KISSing Is Good For Reliability
EP Editorial Staff | February 8, 2016
As catchy phrases go, ‘Keep It Simple Stupid’ has legs when it comes to managing equipment health.
The KISS principle is one of the first rules of good engineering practice. An acronym for “Keep It Simple Stupid,” it refers to the fact that most things function best if kept simple. According to Trent Phillips, global reliability leader for Novelis Inc., Atlanta (novelis.com), the principle has maintenance and reliability significance.
As he wrote in a 2014 blog post on the Ludeca Inc. (Doral, FL) website (ludeca.com), end users often believe that costly, complex activities/functions are required to improve equipment reliability. While that may be the case in certain situations, you can make it the exception and not the rule in your facility. The point is not to focus excessively on expensive, complicated reliability functions you cannot complete and overlook the fundamentals in keeping equipment reliable.
What types of simple reliability improvements can you make? Phillips emphasizes these equipment basics:
- Align shafts and other components.
- Balance rotating components such as fan blades, impellers, and rotors.
- Tighten appropriately; eliminate looseness and excessive vibration.
- Lubricate correctly; not too much or too little.
- Inspect.
- Apply condition monitoring.
- Understand where your efforts should be focused.
Also, don’t wait until equipment is installed and operating. According to Phillips, “Failure to address these vital aspects from the beginning through operation of your equipment will lead to higher maintenance costs and reduced equipment reliability.”
Unfortunately, important reliability-improvement efforts in plants often fall victim to lack of resources, understanding, time, and funding. To counter this situation in a facility, Phillips urges the reliability team to ensure that the site’s engineering, maintenance, production, purchasing, and management teams all understand, and routinely employ, fundamental KISS practices. MT
Indicators That Keep Things Simple
Trent Phillips, global reliability leader with Novelis Inc., Atlanta (novelis.com), believes questions such as “Can we make our production schedule?” and other crystal-ball-type probing from plant personnel often put maintenance and reliability professionals in a tough position. In a December 2015 blog post on ludeca.com/blog, he called out four future indicators that organizations can leverage to help answer such questions:
Preventive maintenance (PM) completion rate. Low PM completion rates directly correlate with increased future equipment-maintenance work. High PM completion rates mean that needed equipment maintenance is being completed and future maintenance issues will be avoided.
Ready-to-work backlog. This is an indicator of preparedness and efficiency to complete maintenance work.
Outage-schedule compliance. This important-to-track metric is an indicator of future maintenance work. Not adhering to outage schedules creates deferred equipment maintenance. This results in increased risks and likelihood that equipment performance will decrease at a future time, leading to lower capacity, increased downtime, and greater operating costs.
Equipment-asset-health reporting. Condition-monitoring tools, such as vibration analysis, infrared thermography, oil analysis, and ultrasound, can assure that impending failures are identified and corrected before they result in equipment downtime or other unwanted consequences. Tracking indicators from these technologies together can provide insights into future asset health. The “red” assets they identify can lead to unwanted equipment maintenance and downtime if corrective action isn’t taken. Additionally, if an effective critical-equipment ranking system is in place, asset-health-reporting can help prioritize maintenance efforts.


_What to produce_
Nothing but the lines from the one containing "Identify the location" through the last line of the records below should be copied, exactly and without pictures.

[Stored data]
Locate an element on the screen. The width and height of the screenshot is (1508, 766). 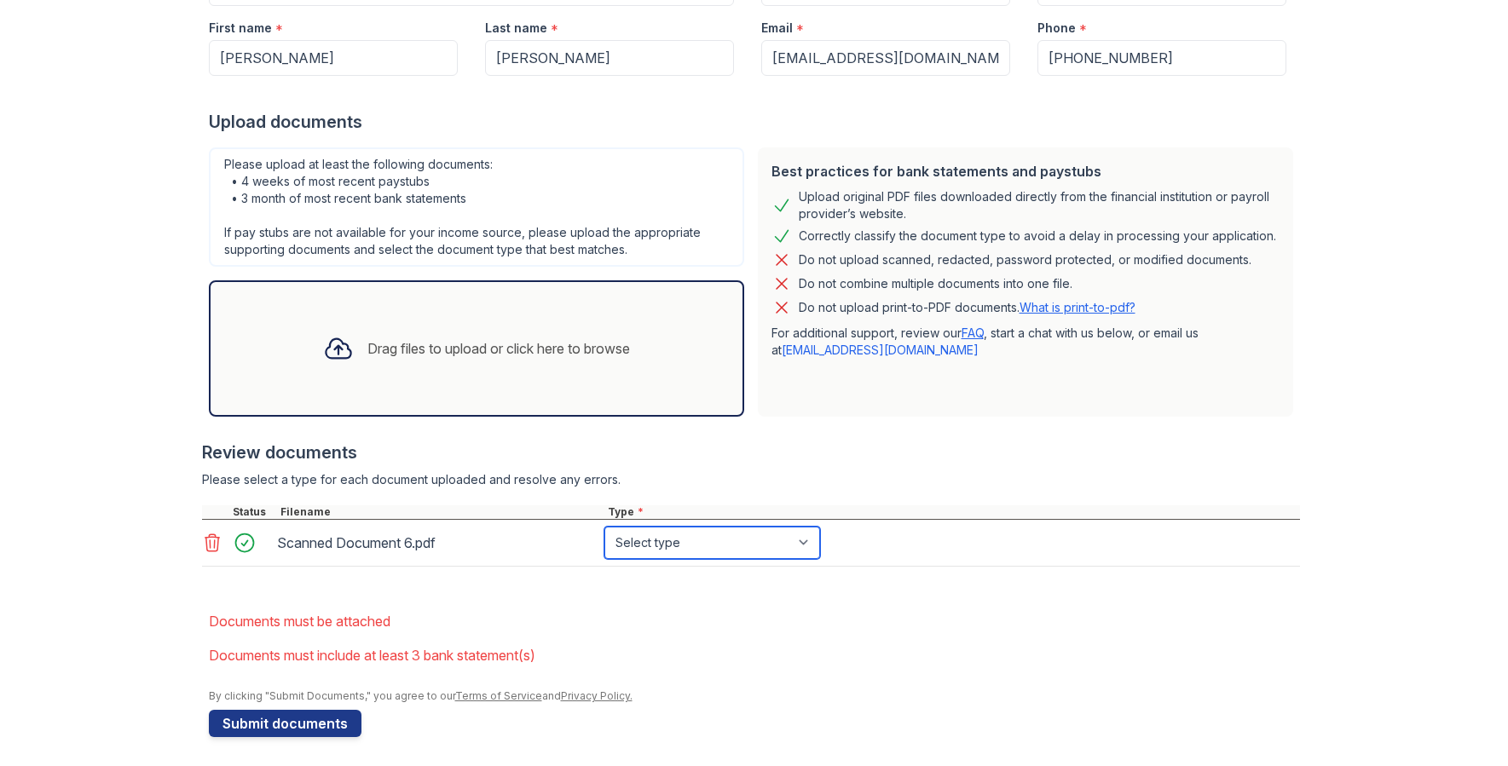
div: Review documents is located at coordinates (751, 453).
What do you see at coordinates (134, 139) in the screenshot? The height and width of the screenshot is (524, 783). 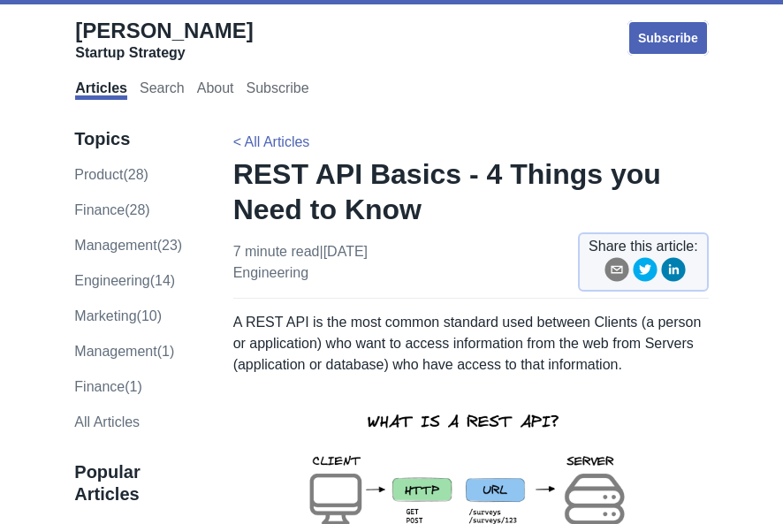 I see `h3: Topics` at bounding box center [134, 139].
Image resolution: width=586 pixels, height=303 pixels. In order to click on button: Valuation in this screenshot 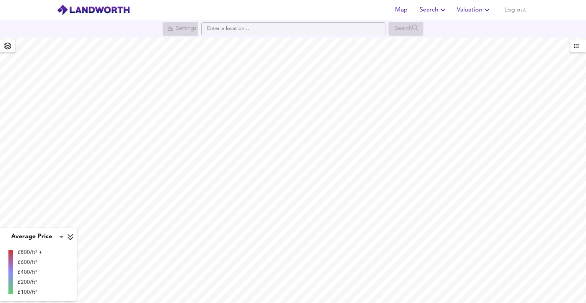, I will do `click(474, 10)`.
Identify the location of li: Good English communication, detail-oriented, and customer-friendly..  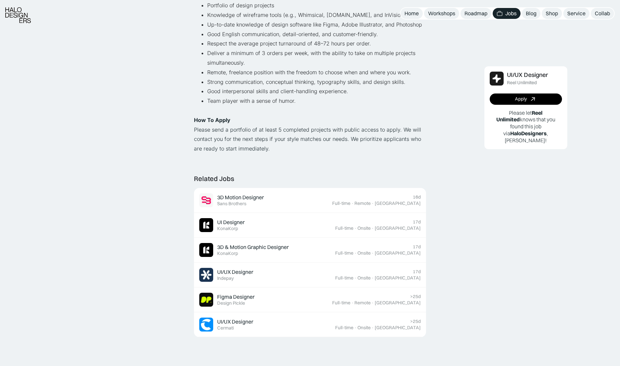
(317, 34).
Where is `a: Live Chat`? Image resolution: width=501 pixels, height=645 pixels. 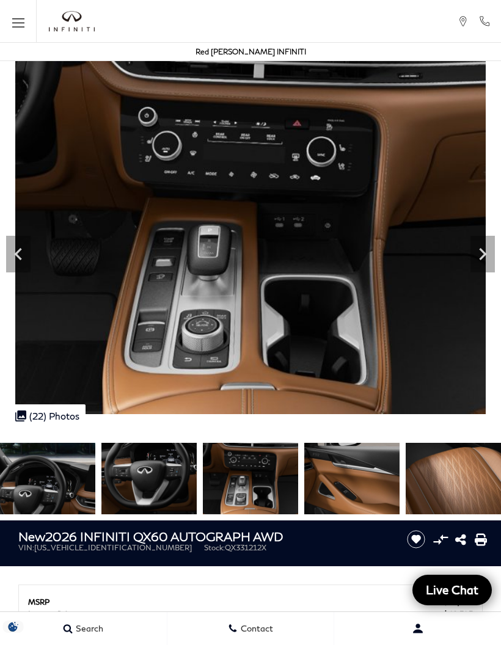
a: Live Chat is located at coordinates (452, 590).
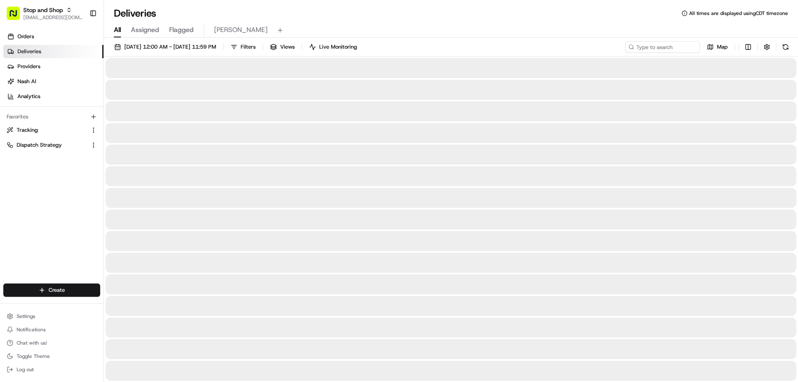 The image size is (798, 382). Describe the element at coordinates (181, 30) in the screenshot. I see `span: Flagged` at that location.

_Answer for this exercise_
Identify the location of li: Good English communication, detail-oriented, and customer-friendly..  
(317, 34).
Where is `a: Live Chat`? Image resolution: width=501 pixels, height=645 pixels. 
a: Live Chat is located at coordinates (452, 590).
 The image size is (798, 382). Describe the element at coordinates (181, 30) in the screenshot. I see `span: Flagged` at that location.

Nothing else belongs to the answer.